UC Irvine epidemiologist Andrew Noymer said the transfers to nursing facilities could explain why hospitalizations are remaining relatively steady.
“So that could explain why all the hospital numbers looked like they plateaued,” Noymer said in a Thursday phone interview.
But, Noymer said, the deaths continue to increase.
“There’s no shirking the deaths, I mean 22 deaths today,” Noymer said. “I know the death reporting is clunky… but the seven-day average is 2.1 percent per day.”
When deaths are reported, they can span a window of up to eight days, the Health Care Agency notes on its website.
“So that’s the number that I’ve been watching and I’ve been doing seven-day averages precisely so we don’t go crazy over single day jumps because those are just reporting issues,” Noymer said.
Meanwhile, the virus has now killed 543 people out of 32,648 confirmed cases, according to the county Health Care Agency.
There are 690 people hospitalized, including 233 in intensive care units.
Over 380,000 tests have been conducted throughout OC, which is home to roughly 3.2 million people.
Dr. Paul Yost, who’s an anesthesiologist at St. Joseph’s Hospital in Orange, said it would be helpful to know how many hospital cases are transferred to skilled nursing facilities so the overall picture of the county’s healthcare system can be better understood.

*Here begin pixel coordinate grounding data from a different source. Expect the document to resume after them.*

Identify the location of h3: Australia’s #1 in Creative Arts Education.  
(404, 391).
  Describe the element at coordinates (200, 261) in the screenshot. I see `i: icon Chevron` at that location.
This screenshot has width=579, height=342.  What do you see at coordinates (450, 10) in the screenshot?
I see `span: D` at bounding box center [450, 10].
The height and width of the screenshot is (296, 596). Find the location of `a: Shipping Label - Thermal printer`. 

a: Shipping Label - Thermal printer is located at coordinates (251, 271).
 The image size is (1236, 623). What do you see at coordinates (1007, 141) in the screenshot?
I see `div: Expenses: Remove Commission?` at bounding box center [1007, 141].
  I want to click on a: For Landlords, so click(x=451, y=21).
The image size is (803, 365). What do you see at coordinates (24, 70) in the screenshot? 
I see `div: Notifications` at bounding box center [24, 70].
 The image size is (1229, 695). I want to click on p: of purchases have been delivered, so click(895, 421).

Yost, the CalOptima board chairman, also noted the current system wasn’t designed for a pandemic.
“Our whole healthcare system is not designed something like this — a pandemic — that strikes a large percentage of the population,” he said. “It’s designed around providing high quality care around things like heart surgeries … but a global pandemic, it’s not designed for.”
Noymer said he can’t predict which direction OC heads from here, based on the recent patterns.
“So here’s the thing, we’re basically treading water. When I look at the OC numbers the past few days, I see a county that’s not changing very much. And compared to three weeks ago, we’re worse. But compared to last week, we’re holding steady. So you can say we’re about to turn the corner and do better or take the plunge into a precipice. And I can’t tell you exactly which of the two it is.”